A research team led by Xu Cao at the CAS Institute of Genetics and Developmental Biology has developed a breeding robot capable of autonomous patrol and cross-pollination for plant breeding

The vast majority of commercial plant varieties are hybrids. However, due to their closed flower pattern and retracted stigmas, global tomato hybrid breeding and seed production still rely entirely on manual cross-pollination. The labor cost of this work accounts for over 25% of the total cost of tomato breeding, with manual detasseling alone accounting for 40% of the cost of cross-pollination. With an aging population, the labor cost of hybrid seed production continues to rise annually. Furthermore, some crops with closed flower patterns, such as soybeans, remain unable to exploit hybrid vigor due to the prohibitive cost of hybrid seed production. Structural male sterile lines with exposed stigmas eliminate this need for manual cross-pollination and have long been a coveted trait in hybrid breeding and seed production.

The CAS team first used gene editing to create a structurally male sterile line of tomatoes without compromising hybrid fruit yield or seed quality, ending the long-standing lack of male sterile lines with exposed stigmas in tomato breeding. This technology, which breaks free from genetic background limitations, has universal applicability.

In collaboration with a team at the CAS Institute of Automation, an intelligent pollination robot “Ji Er” was developed which operated stably in a commercial production greenhouse. The robot boasts an 85.1% accuracy rate in stigma recognition, pollinates each flower in just 15 seconds, and achieves a success rate of 77.6% ± 9.4% per patrol pollination. Furthermore, the robot can perform automated hybrid pollination around the clock, ensuring that every flower is successfully pollinated and fruited.

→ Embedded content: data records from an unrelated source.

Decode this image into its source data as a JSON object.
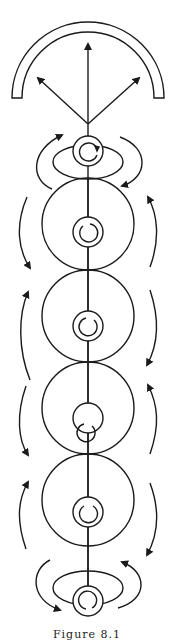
{
  "figure": {
    "caption": "Figure 8.1",
    "stroke_color": "#1a1a1a",
    "background": "#ffffff"
  },
  "elements": {
    "receiver_arc": "semicircular-shield",
    "emission_arrows": [
      "arrow-up",
      "arrow-up-left",
      "arrow-up-right"
    ],
    "top_coil": {
      "type": "small-ring-with-spiral",
      "loop": "ellipse"
    },
    "large_circles": [
      {
        "index": 1,
        "inner": "small-ring-with-spiral"
      },
      {
        "index": 2,
        "inner": "small-ring-with-spiral"
      },
      {
        "index": 3,
        "inner": "small-ring-with-spiral"
      },
      {
        "index": 4,
        "inner": "small-ring-with-spiral"
      }
    ],
    "bottom_coil": {
      "type": "small-ring-with-spiral",
      "loop": "ellipse"
    },
    "side_arrows_left": [
      "up",
      "down",
      "up",
      "down",
      "up",
      "down"
    ],
    "side_arrows_right": [
      "down",
      "up",
      "down",
      "up",
      "down",
      "up"
    ]
  }
}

The researchers further integrated “Jier” with  “de novo domestication” and “rapid breeding” technologies to establish an intelligent breeding factory. This has shortened the breeding cycle for wild relatives from five years to one, saving labor and unlocking the breeding potential of wild relatives of crops for enhancing the stress resistance and taste of cultivated varieties. This allowed for the rapid mass production of flavorful tomatoes and high-quality, stress-resistant, and high-yielding tomato germplasm.